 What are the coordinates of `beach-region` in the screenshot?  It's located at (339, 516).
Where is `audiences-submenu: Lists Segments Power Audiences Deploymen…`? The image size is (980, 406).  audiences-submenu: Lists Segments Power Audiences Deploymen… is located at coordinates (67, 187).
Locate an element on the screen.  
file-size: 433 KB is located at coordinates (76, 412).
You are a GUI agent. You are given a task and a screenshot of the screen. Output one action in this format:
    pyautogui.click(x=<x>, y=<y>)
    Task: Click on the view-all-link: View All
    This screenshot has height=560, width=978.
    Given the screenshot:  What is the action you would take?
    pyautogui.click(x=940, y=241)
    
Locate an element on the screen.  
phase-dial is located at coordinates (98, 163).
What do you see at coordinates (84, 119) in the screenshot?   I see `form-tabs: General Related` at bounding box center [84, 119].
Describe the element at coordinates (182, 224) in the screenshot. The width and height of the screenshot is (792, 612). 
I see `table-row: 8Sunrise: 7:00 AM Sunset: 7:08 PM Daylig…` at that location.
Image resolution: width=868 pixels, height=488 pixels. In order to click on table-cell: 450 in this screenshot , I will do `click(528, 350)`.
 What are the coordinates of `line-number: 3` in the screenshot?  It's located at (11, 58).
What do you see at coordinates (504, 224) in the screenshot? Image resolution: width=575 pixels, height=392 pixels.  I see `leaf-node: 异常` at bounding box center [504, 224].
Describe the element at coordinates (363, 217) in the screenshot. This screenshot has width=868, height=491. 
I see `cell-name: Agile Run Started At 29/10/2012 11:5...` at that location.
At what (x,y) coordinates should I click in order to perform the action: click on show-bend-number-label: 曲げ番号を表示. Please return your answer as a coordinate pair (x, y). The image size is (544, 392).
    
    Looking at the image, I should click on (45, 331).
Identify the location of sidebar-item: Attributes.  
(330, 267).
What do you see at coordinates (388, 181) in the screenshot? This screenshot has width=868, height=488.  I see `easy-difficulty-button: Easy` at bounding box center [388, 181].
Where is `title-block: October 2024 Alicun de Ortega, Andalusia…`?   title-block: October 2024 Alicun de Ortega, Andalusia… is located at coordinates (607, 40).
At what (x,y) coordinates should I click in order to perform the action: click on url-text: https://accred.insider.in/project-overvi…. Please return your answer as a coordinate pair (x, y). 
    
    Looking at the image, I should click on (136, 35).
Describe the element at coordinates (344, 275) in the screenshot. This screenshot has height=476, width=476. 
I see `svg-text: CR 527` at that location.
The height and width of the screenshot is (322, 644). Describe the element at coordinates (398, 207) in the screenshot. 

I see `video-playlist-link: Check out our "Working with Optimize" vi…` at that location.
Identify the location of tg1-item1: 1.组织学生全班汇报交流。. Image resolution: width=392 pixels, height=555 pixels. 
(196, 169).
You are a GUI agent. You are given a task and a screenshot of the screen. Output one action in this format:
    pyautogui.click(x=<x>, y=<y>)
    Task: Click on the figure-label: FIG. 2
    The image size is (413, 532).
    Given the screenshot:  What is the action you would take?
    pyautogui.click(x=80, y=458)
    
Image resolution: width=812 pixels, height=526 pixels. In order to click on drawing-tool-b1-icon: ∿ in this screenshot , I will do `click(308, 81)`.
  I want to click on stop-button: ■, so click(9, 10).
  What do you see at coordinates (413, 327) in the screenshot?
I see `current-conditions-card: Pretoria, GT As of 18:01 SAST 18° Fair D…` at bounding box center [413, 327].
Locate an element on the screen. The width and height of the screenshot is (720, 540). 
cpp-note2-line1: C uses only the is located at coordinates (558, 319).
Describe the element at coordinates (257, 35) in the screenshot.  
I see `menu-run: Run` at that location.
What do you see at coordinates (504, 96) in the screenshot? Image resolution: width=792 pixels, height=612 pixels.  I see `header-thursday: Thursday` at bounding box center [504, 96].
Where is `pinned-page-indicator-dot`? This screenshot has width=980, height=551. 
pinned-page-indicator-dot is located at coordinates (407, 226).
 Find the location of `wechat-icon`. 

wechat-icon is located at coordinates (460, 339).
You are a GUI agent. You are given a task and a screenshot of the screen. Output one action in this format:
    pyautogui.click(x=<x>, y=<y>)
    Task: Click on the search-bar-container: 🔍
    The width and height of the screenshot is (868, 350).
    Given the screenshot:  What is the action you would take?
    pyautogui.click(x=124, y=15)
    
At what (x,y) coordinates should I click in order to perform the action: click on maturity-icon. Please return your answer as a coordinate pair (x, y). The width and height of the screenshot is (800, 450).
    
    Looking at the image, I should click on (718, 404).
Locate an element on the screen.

◆ ◆ ◆ ◆ ◆ ◆ ◆

▶ **TASK STATEMENT**
Precisely reproduce all the entries shown above.

▶ **WORKED SOLUTION**
 What are the coordinates of `beach-region` in the screenshot?  It's located at (339, 516).
Where is `audiences-submenu: Lists Segments Power Audiences Deploymen…`? The image size is (980, 406).  audiences-submenu: Lists Segments Power Audiences Deploymen… is located at coordinates (67, 187).
Locate an element on the screen.  
file-size: 433 KB is located at coordinates (76, 412).
You are a GUI agent. You are given a task and a screenshot of the screen. Output one action in this format:
    pyautogui.click(x=<x>, y=<y>)
    Task: Click on the view-all-link: View All
    This screenshot has height=560, width=978.
    Given the screenshot:  What is the action you would take?
    pyautogui.click(x=940, y=241)
    
Locate an element on the screen.  
phase-dial is located at coordinates (98, 163).
What do you see at coordinates (84, 119) in the screenshot?   I see `form-tabs: General Related` at bounding box center [84, 119].
Describe the element at coordinates (182, 224) in the screenshot. The width and height of the screenshot is (792, 612). 
I see `table-row: 8Sunrise: 7:00 AM Sunset: 7:08 PM Daylig…` at that location.
Image resolution: width=868 pixels, height=488 pixels. In order to click on table-cell: 450 in this screenshot , I will do `click(528, 350)`.
 What are the coordinates of `line-number: 3` in the screenshot?  It's located at (11, 58).
What do you see at coordinates (504, 224) in the screenshot? Image resolution: width=575 pixels, height=392 pixels.  I see `leaf-node: 异常` at bounding box center [504, 224].
Describe the element at coordinates (363, 217) in the screenshot. This screenshot has width=868, height=491. 
I see `cell-name: Agile Run Started At 29/10/2012 11:5...` at that location.
At what (x,y) coordinates should I click in order to perform the action: click on show-bend-number-label: 曲げ番号を表示. Please return your answer as a coordinate pair (x, y). The image size is (544, 392).
    
    Looking at the image, I should click on (45, 331).
Identify the location of sidebar-item: Attributes.  
(330, 267).
What do you see at coordinates (388, 181) in the screenshot? This screenshot has width=868, height=488.  I see `easy-difficulty-button: Easy` at bounding box center [388, 181].
Where is `title-block: October 2024 Alicun de Ortega, Andalusia…`?   title-block: October 2024 Alicun de Ortega, Andalusia… is located at coordinates (607, 40).
At what (x,y) coordinates should I click in order to perform the action: click on url-text: https://accred.insider.in/project-overvi…. Please return your answer as a coordinate pair (x, y). 
    
    Looking at the image, I should click on (136, 35).
Describe the element at coordinates (344, 275) in the screenshot. This screenshot has height=476, width=476. 
I see `svg-text: CR 527` at that location.
The height and width of the screenshot is (322, 644). Describe the element at coordinates (398, 207) in the screenshot. 

I see `video-playlist-link: Check out our "Working with Optimize" vi…` at that location.
Identify the location of tg1-item1: 1.组织学生全班汇报交流。. Image resolution: width=392 pixels, height=555 pixels. 
(196, 169).
You are a GUI agent. You are given a task and a screenshot of the screen. Output one action in this format:
    pyautogui.click(x=<x>, y=<y>)
    Task: Click on the figure-label: FIG. 2
    The image size is (413, 532).
    Given the screenshot:  What is the action you would take?
    pyautogui.click(x=80, y=458)
    
Image resolution: width=812 pixels, height=526 pixels. In order to click on drawing-tool-b1-icon: ∿ in this screenshot , I will do `click(308, 81)`.
  I want to click on stop-button: ■, so click(9, 10).
  What do you see at coordinates (413, 327) in the screenshot?
I see `current-conditions-card: Pretoria, GT As of 18:01 SAST 18° Fair D…` at bounding box center [413, 327].
Locate an element on the screen. The width and height of the screenshot is (720, 540). 
cpp-note2-line1: C uses only the is located at coordinates (558, 319).
Describe the element at coordinates (257, 35) in the screenshot.  
I see `menu-run: Run` at that location.
What do you see at coordinates (504, 96) in the screenshot? Image resolution: width=792 pixels, height=612 pixels.  I see `header-thursday: Thursday` at bounding box center [504, 96].
Where is `pinned-page-indicator-dot`? This screenshot has width=980, height=551. 
pinned-page-indicator-dot is located at coordinates (407, 226).
 Find the location of `wechat-icon`. 

wechat-icon is located at coordinates (460, 339).
You are a GUI agent. You are given a task and a screenshot of the screen. Output one action in this format:
    pyautogui.click(x=<x>, y=<y>)
    Task: Click on the search-bar-container: 🔍
    The width and height of the screenshot is (868, 350).
    Given the screenshot:  What is the action you would take?
    pyautogui.click(x=124, y=15)
    
At what (x,y) coordinates should I click in order to perform the action: click on maturity-icon. Please return your answer as a coordinate pair (x, y). The width and height of the screenshot is (800, 450).
    
    Looking at the image, I should click on (718, 404).
Locate an element on the screen.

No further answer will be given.